As time moves on, our definition of what constitutes ‘essential’ services changes. For thousands of years, man lived without such luxuries as electricity, drinking water supplied to their homes, fuel-powered transport and adequate healthcare. Gradually, these services have become ones we class as necessities, and are therefore always hot topics for whether they should be under private or state ownership.
In the last 20 years, the main introduction to our lives that’s now seen as a must-have is the internet. The Office for National Statistics reports that 89% of us are ‘recent internet users’, and in 2015, the then US President Barack Obama claimed the internet was “not a luxury, it is a necessity.”
With attitudes towards the internet rapidly changing from it being something of a novelty to a tool we cannot live without, it’s perhaps inevitable that questions are sometimes asked about whether some or all of it should come out of private hands and instead become state owned and taxpayer funded. Last week, an article published by The Guardian argued in favour of this.

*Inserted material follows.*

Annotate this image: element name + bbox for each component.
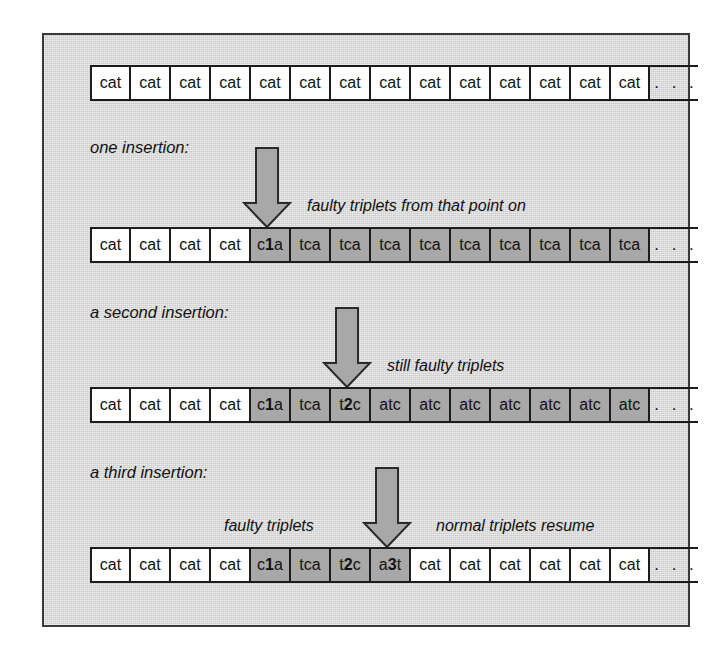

Aside from the argument that it makes valuable services available to everyone, proponents of nationalisation often contend that it prevents monopolies and ensures services are run more in accordance with public interest. It’s this point that the article writer Nick Srnicek primarily makes, arguing that the likes of Google, Facebook and Amazon have little in the way of competition and they have become too big to operate in the interests of their users. Srnicek draws attention to Facebook gobbling up rival services like Instagram and WhatsApp with the vast wealth it has at its disposal, and the potential for Amazon’s involvement in the grocery sector to lead to price wars.
An argument not made by Srnicek but pointed out by some readers in the comments section is the controversial amounts of tax paid by major digital firms like Google and Facebook, the latter of which made headlines by paying a meagre £4,327 in corporation tax in 2014. It could be argued that a state-owned alternative would be able to give more while taking less.
However, nationalising Facebook or any other internet service would not be without its flaws, as Forbes robustly pointed out in 2012. Of the 10 arguments the article puts forward, perhaps the most significant is the rapidly evolving state of social media and the wider internet. What if somebody had thought to nationalise Myspace or Friends Reunited when they were at their peak? Who’s to say that in 10 or 15 years’ time, something won’t have replaced Facebook, leaving us with a state-owned, taxpayer-funded dead duck?
Maybe plans to nationalise the biggest tech sites can be filed alongside ones to make the internet free – a nice idea, but not one that can realistically be implemented in the foreseeable future.